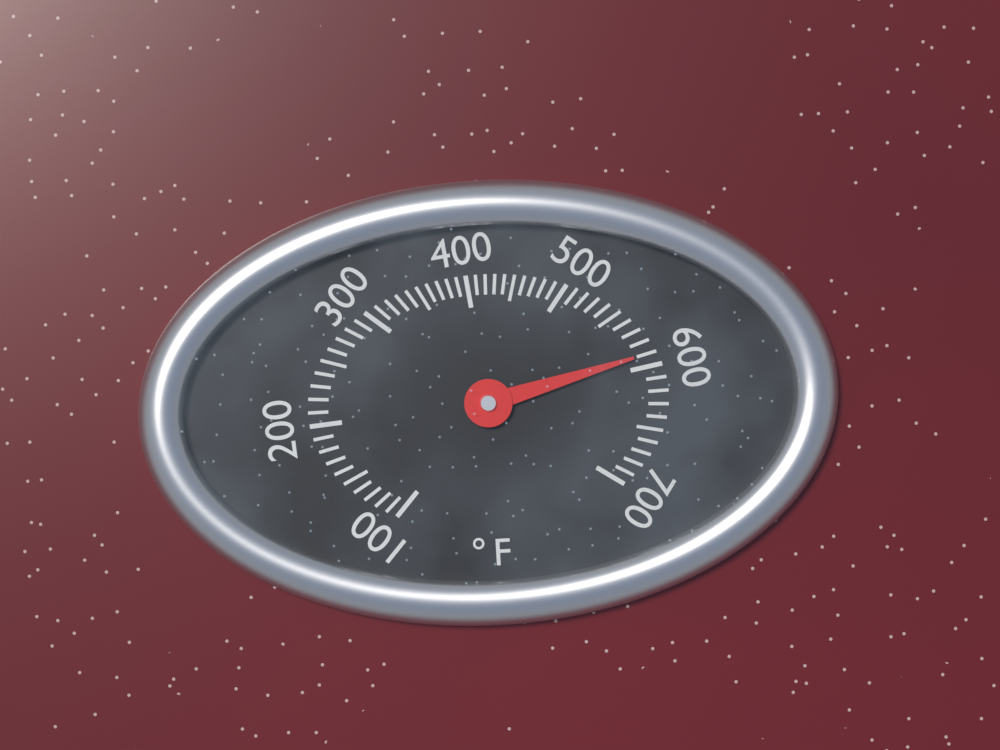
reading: 590 °F
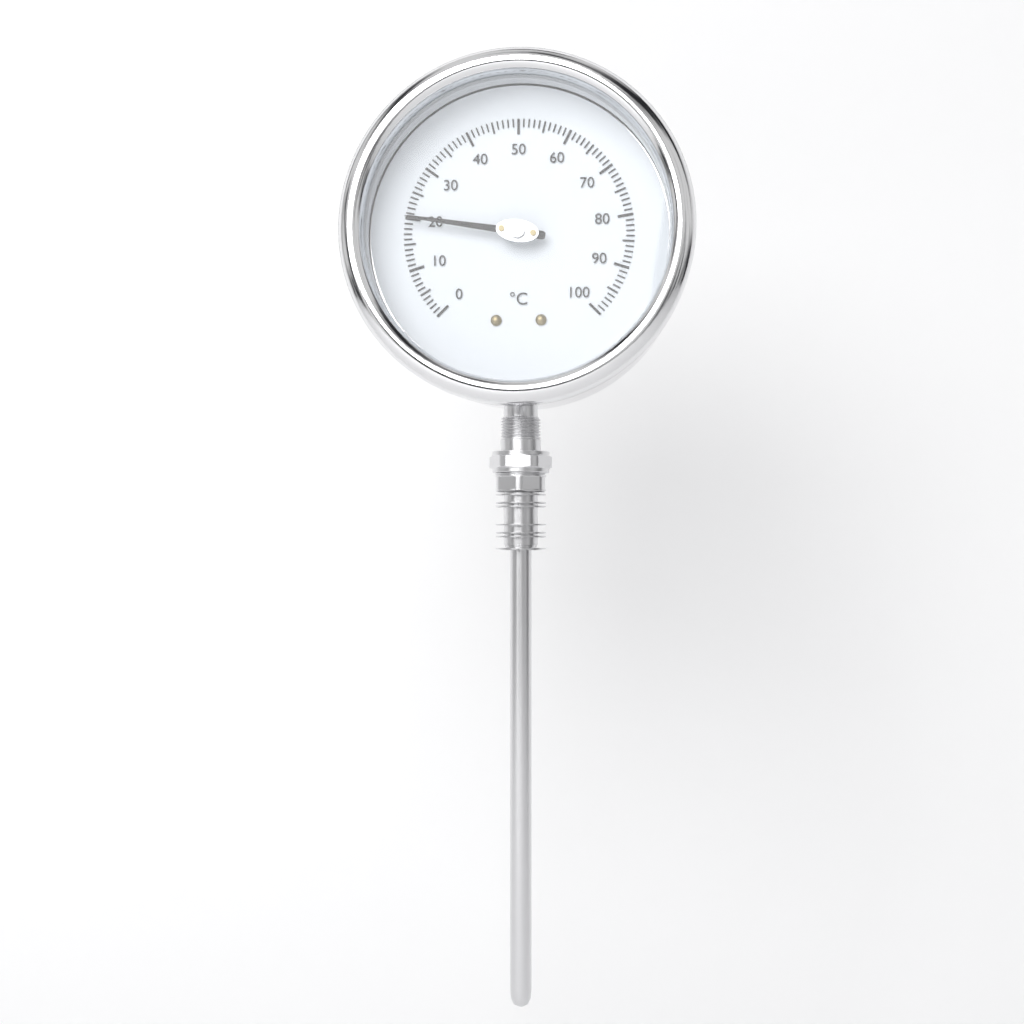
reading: 20 °C
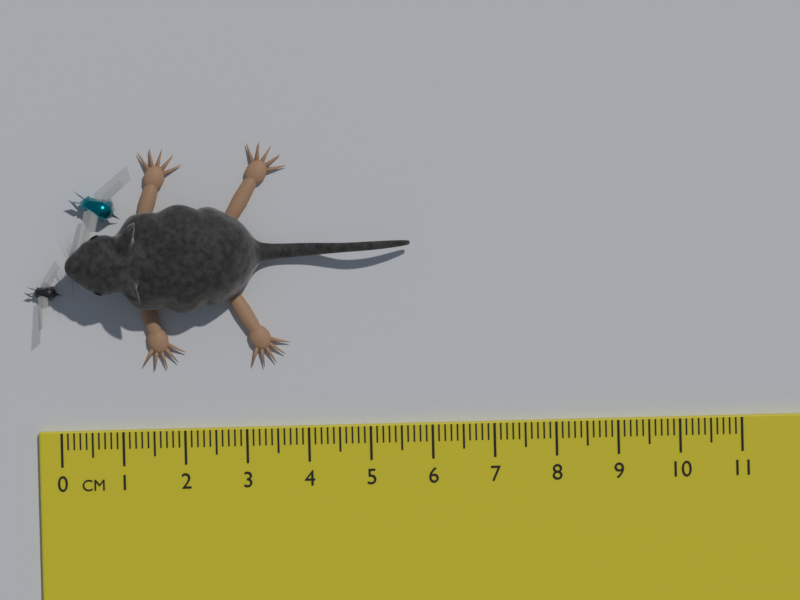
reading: 5.7 cm
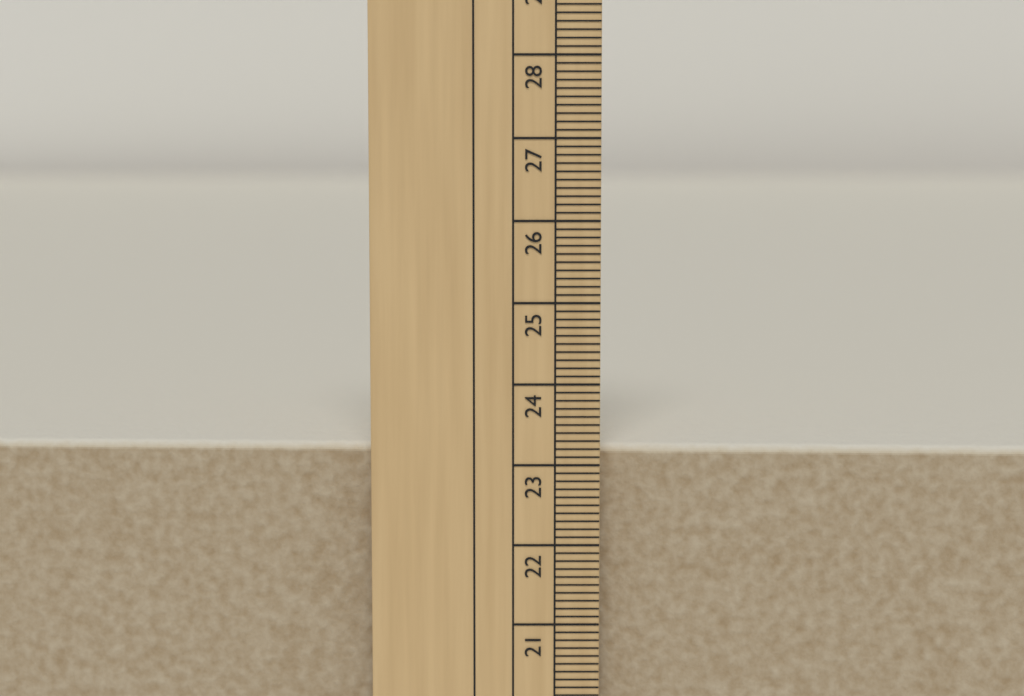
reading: 23.2 cm
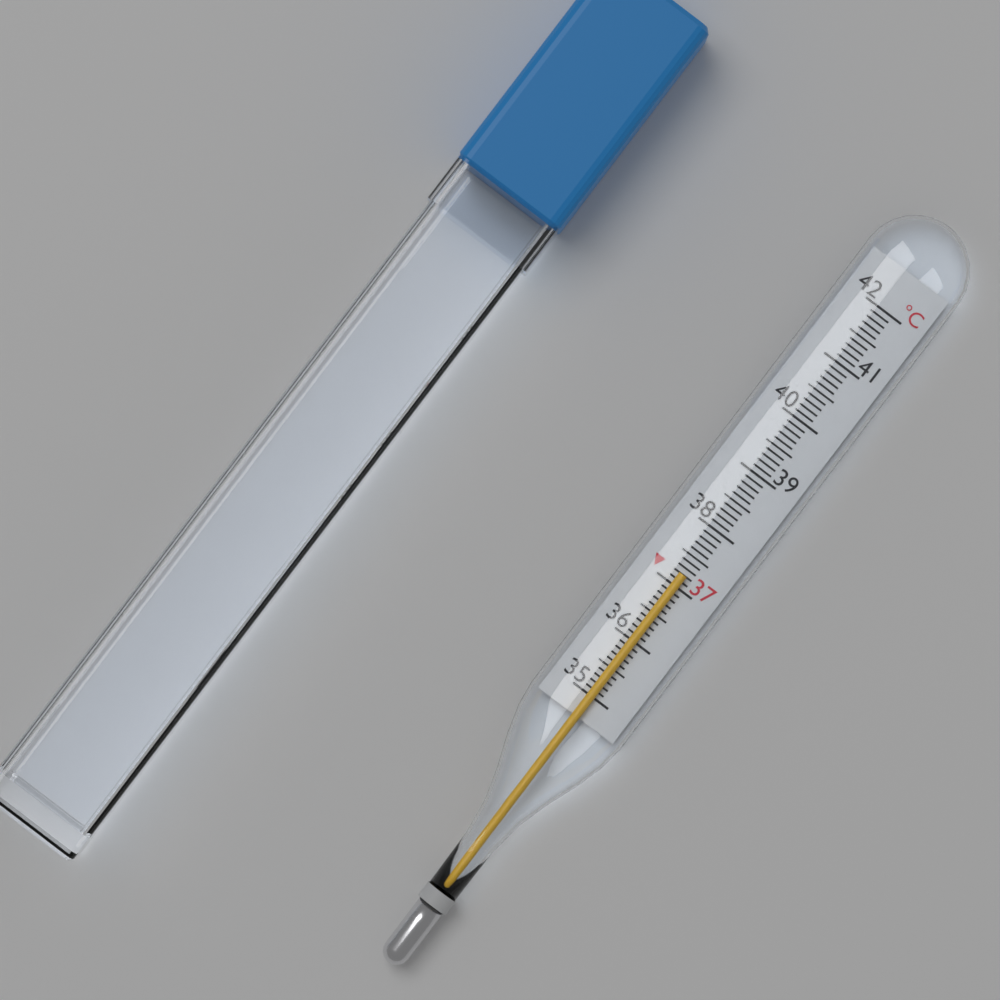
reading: 37.2 °C
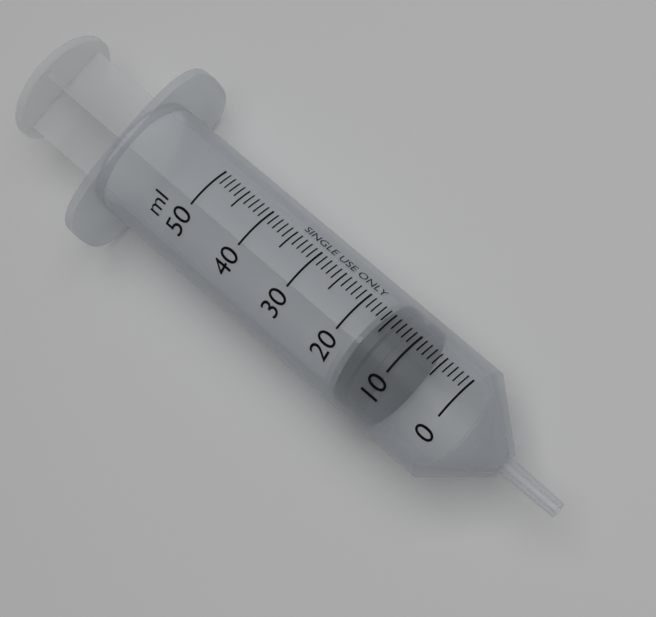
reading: 10 ml
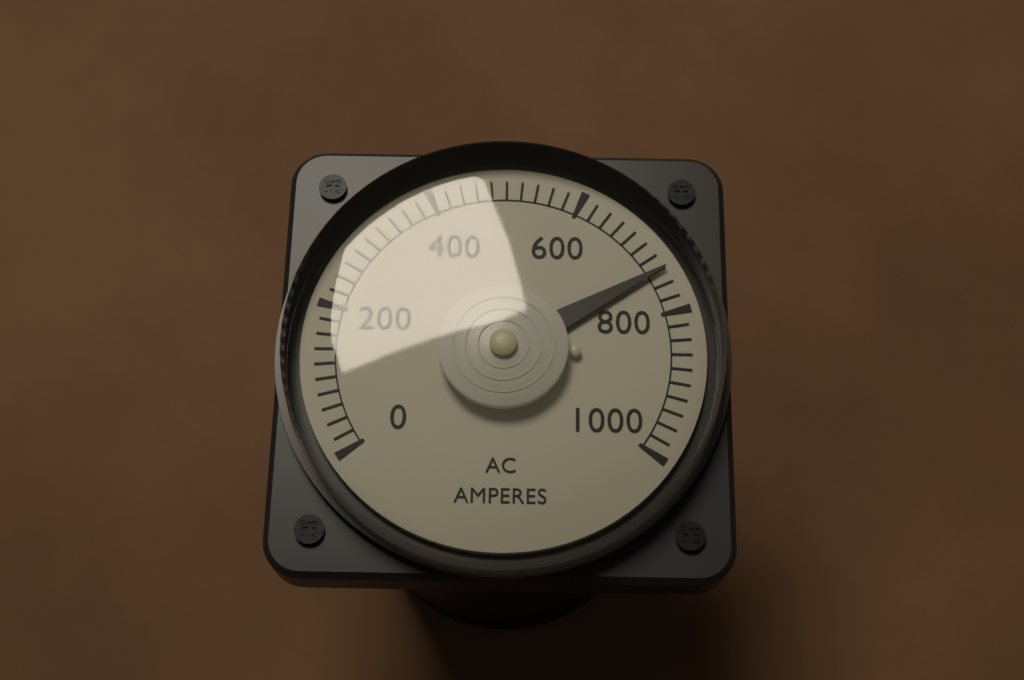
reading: 740 A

▸ EXERCISE OBJECTIVE: Print every line of the listing exactly, please, and leave the images out.

▸ OUTPUT OF THE TASK:
reading: 590 °F
reading: 20 °C
reading: 5.7 cm
reading: 23.2 cm
reading: 37.2 °C
reading: 10 ml
reading: 740 A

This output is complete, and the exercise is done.